Of course, Sharon doesn’t want the Palestinians to see Israel’s withdrawal from Gaza as a reward for Arab terrorism. He has been making sure to drive that point home by weakening the terrorists before the Israeli Army pulls out. Hence, the recent targeted killing of Hamas leader Sheik Ahmed Yassin and Saturday’s successful hit on Abdel Aziz Rantisi, the pediatrician-cum-killer who took over from Yassin. In case Hamas & co. still don’t get the message, the Israelis also have announced that even after withdrawal, their army will counterstrike if Gaza-based terrorism continues.
One of the best parts of Sharon’s plan is his offer to turn over the buildings and homes in Israel’s soon-to-be-abandoned Gaza settlements to needy Palestinian families. There’s one condition: Some international body will have to guarantee that the homes actually go to refugee families and not to Hamas terrorists or friends of Arafat and other well-connected Palestinians.
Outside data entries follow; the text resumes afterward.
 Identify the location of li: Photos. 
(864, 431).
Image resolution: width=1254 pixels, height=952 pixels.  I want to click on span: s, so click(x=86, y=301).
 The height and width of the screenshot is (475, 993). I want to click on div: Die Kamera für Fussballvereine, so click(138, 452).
Without that guarantee, Sharon said, he’ll have the settlements dynamited before the Israelis leave.
And then there is the most important of all declarations: America is backing the Israelis on their position that the so-called right of return is valid only for entry into a future Palestinian state and not to the Jewish state, thus thwarting the Arab attempt to destroy Israel by cramming millions of so-called Palestinian refugees down its throat.
And Richard concludes with an observation and a recommendation for the Palestinians:
The Palestinians have a long history of rejecting Israeli offers, only to see the dream of peace, prosperity and their own state recede farther over the horizon. This time, they should accept Sharon’s plan not as an outrageous insult but as a great opportunity.